1. January: Grow coast live oaks from acorns collected on a nearby walk (and then give the trees up for adoption when you have nowhere to plant them.  Oops!)
  2. February: Provide a place in the back yard for gulf fritillary caterpillars to turn into beautiful butterflies
  3. March: Accidentally discover some Palmer’s grapplinghook (California Native Plant Society-listed rare plant) on a nearby hike, also spend too many hours watching a Bewick’s wren bring back nesting material to the bird house you put up
  4. April: Stare confusedly at your garden plants and wonder why they are growing so slowly. Are they even growing at all? (Spoiler alert, you have to fertilize them.)
  5. May: Laugh hysterically at your neighbor’s lawn. Nature, which has no shame, is showing off a specimen of Phallus impudicus (common stinkhorn mushroom).  Also, watch the Bewick’s wrens who started nest building in March tirelessly feeding their chicks, which leave the nest at the end of the month and slowly make their way through the neighbors’ back yards in a little gang of five.
  6. June: Revel in the tremendous haul of carrots your garden provided. Start researching carrot recipes so this bounty does not go to waste.
  7. July: Watch two Sonoran bumblebees make sweet hymenopteran love on the pavement outside the house; creep slowly up to your pumpkin flowers, trying not to scare off any bees, to see if they are getting pollinated by anything other than honeybees (they are getting visited by native squash bees, Peponapis pruinosa. ! How did the bees find our tiny pumpkin patch in the middle of the city? Can they smell the pumpkin plants?? Nature is amazing!); observe a honeybee-mimic robber fly successfully hunting honeybees in the garden
  8. August: Plant a zucchini plant in the front yard with the help of assistant…later get a notice of violation from the homeowner’s association
  9. September: Begin sacrificing our tomato plants to the tomato hornworms. They make wonderful pets and don’t mind being handled by the kids, and they turn into beautiful sphinx moths in the spring.  Just don’t dig up the soil to find the pupae, because they look like something out of the movie Silence of the Lambs.  IT PUTS THE LOTION IN THE BASKET! Watch a beautiful dragonfly hunting insects flying above the garden.  While we watch him, he watches us watching him.
  10. October: Find shriveled spider on walk with kids and determine after hours of research and child neglect, that it is, in fact, a tarantula; give children a mycology lesson complete with spore prints and (surprisingly) find that one of the mushrooms has GREEN spores, much to the 4-year-old’s delight.
  11. November: Mentor a young gardener
  12. December: Stalk the Botta’s pocket gopher which has taken up residence in the neighborhood. Implore the children not to try to pet it, as it has grown so tame (due to some neighbor’s feeding it broccoli)

 

Happy Holidays from Balk Biological!  We hope you enjoyed some nature too, and hopefully enjoyed the time with your families.  See you in 2021!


# [Exercise instructions]
Without any pictures, retype exactly the lines that begin at the one holding "find and bound" and end at the last line of the data below.

[Items from a data source]
--- --- ---
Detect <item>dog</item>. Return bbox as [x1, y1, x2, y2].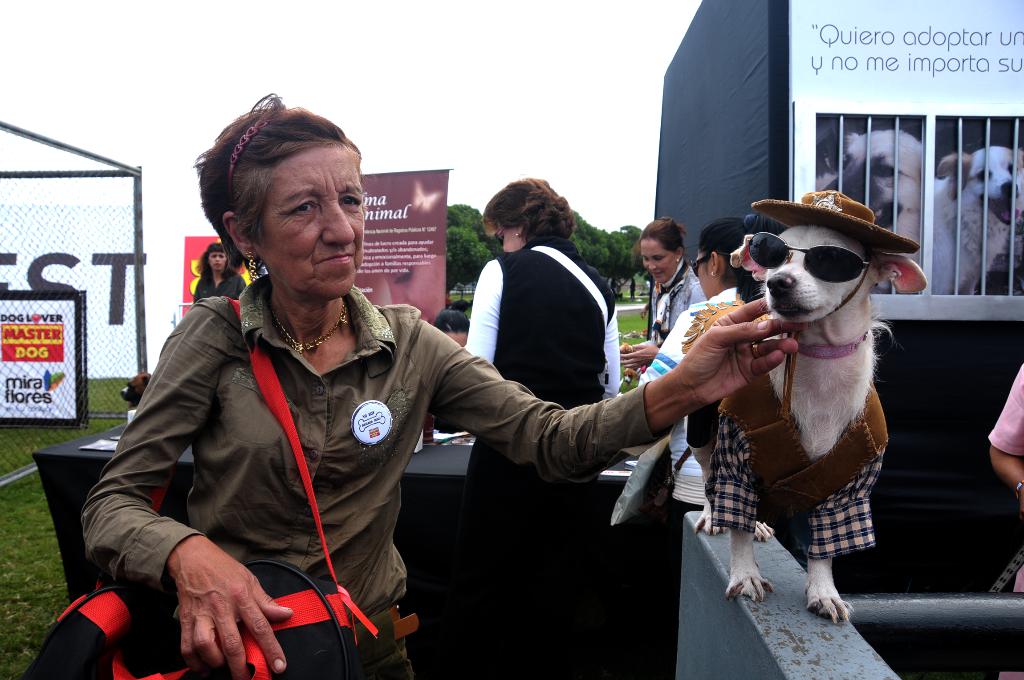
[676, 186, 931, 625].
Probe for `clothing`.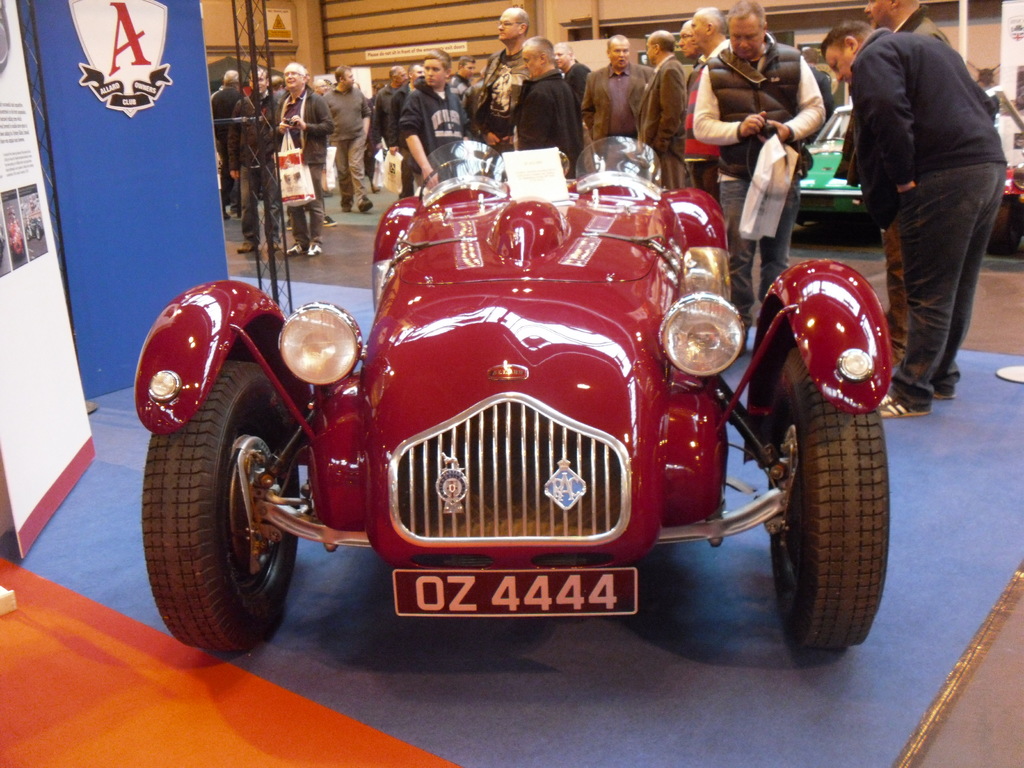
Probe result: 634/52/701/184.
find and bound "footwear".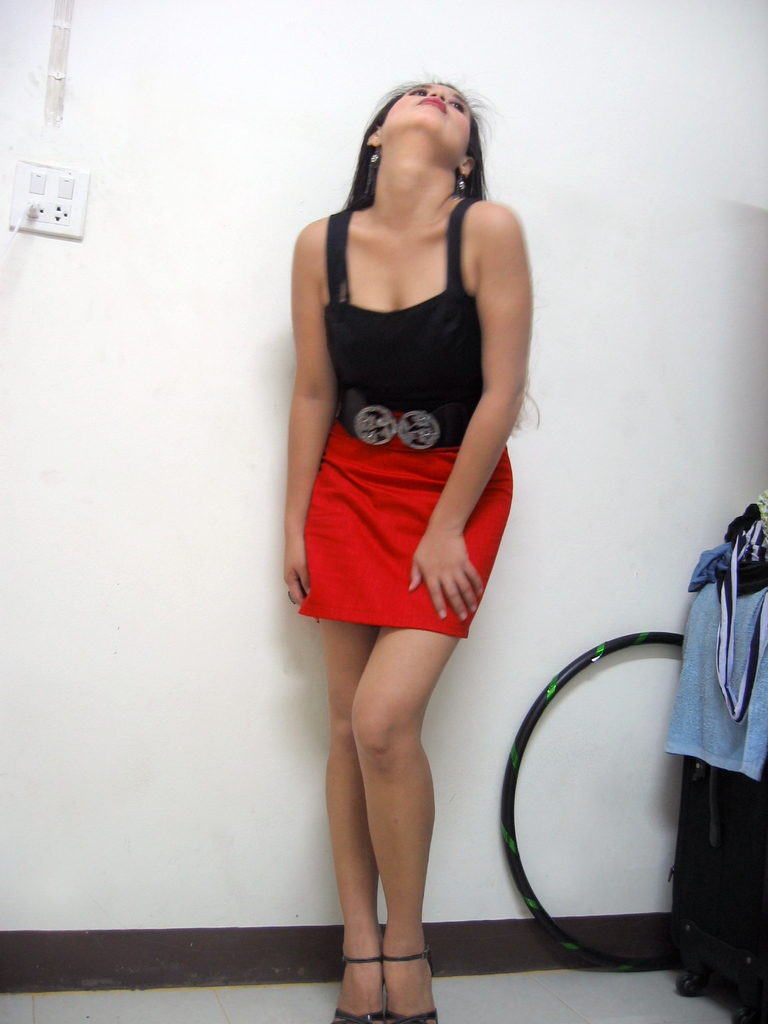
Bound: (385, 948, 439, 1023).
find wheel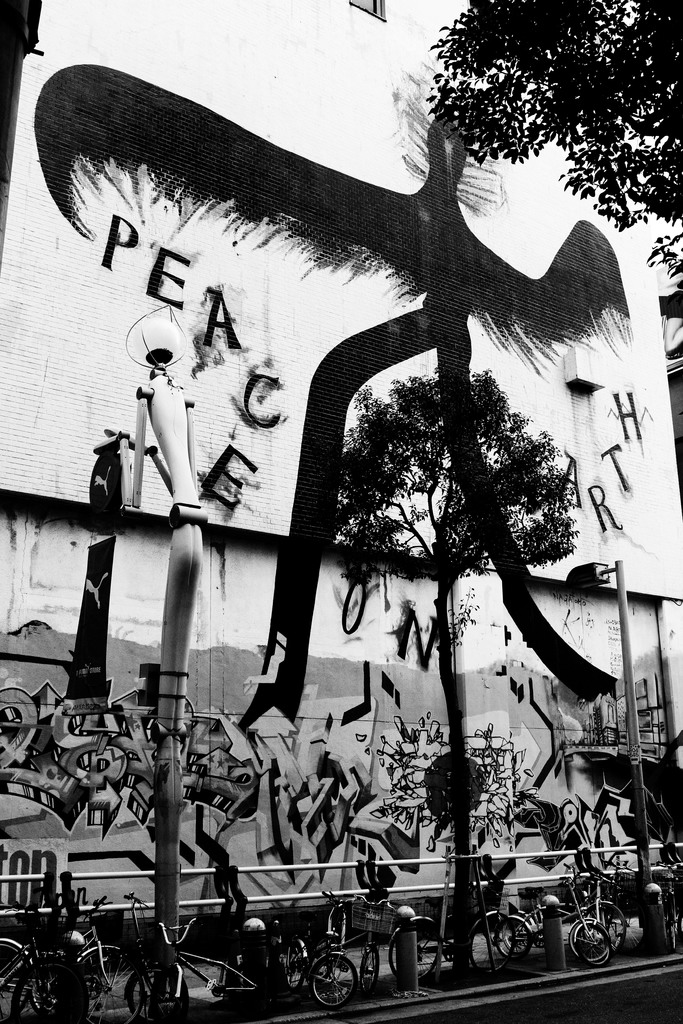
box(73, 947, 147, 1023)
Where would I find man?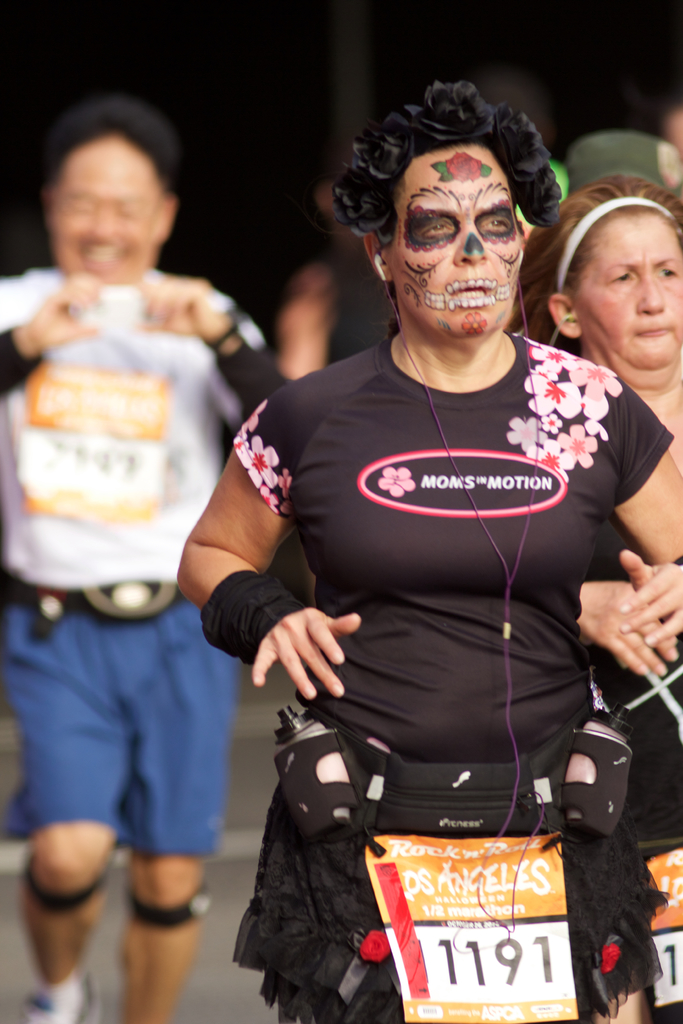
At bbox(0, 102, 293, 1023).
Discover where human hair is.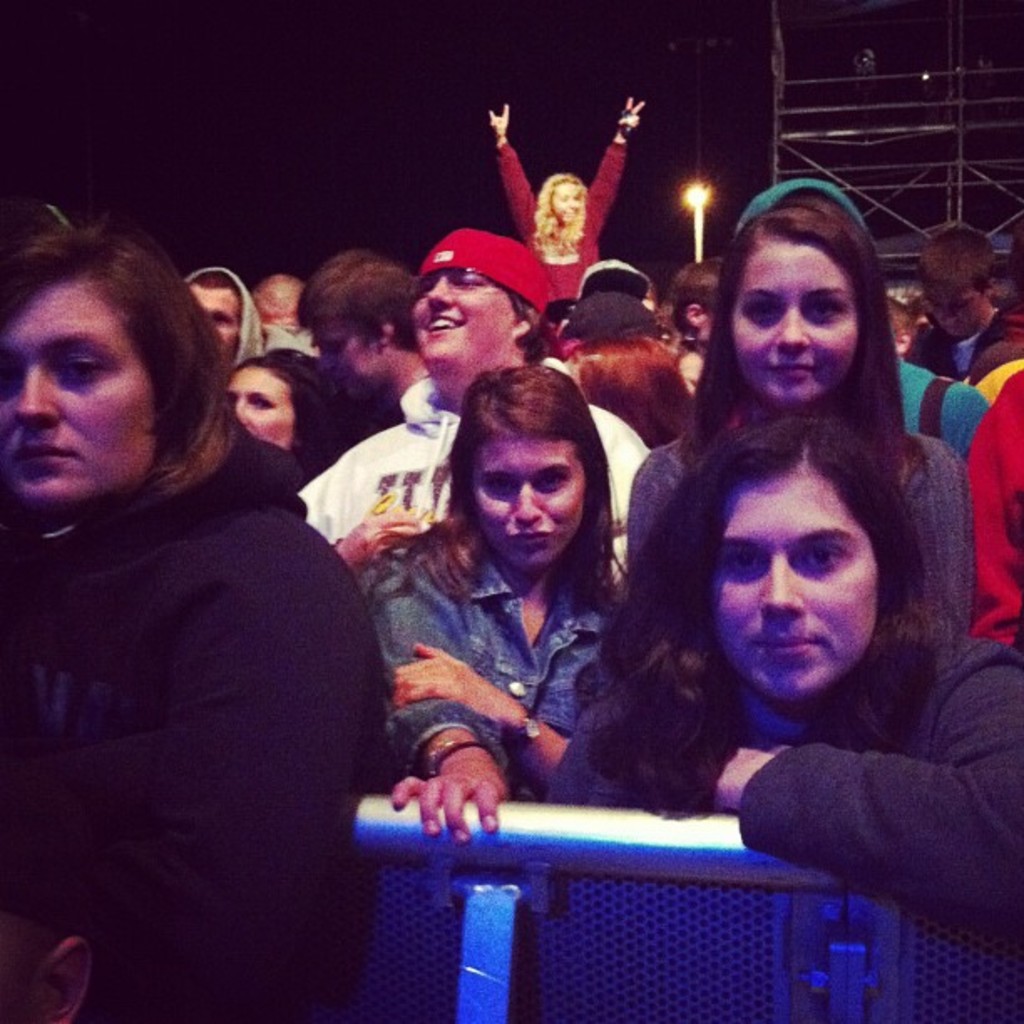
--- --- ---
# [Answer to this exercise]
find and bound "footwear".
Bound: (385, 948, 439, 1023).
find wheel
box(73, 947, 147, 1023)
Where would I find man?
At bbox(0, 102, 293, 1023).
Discover where human hair is.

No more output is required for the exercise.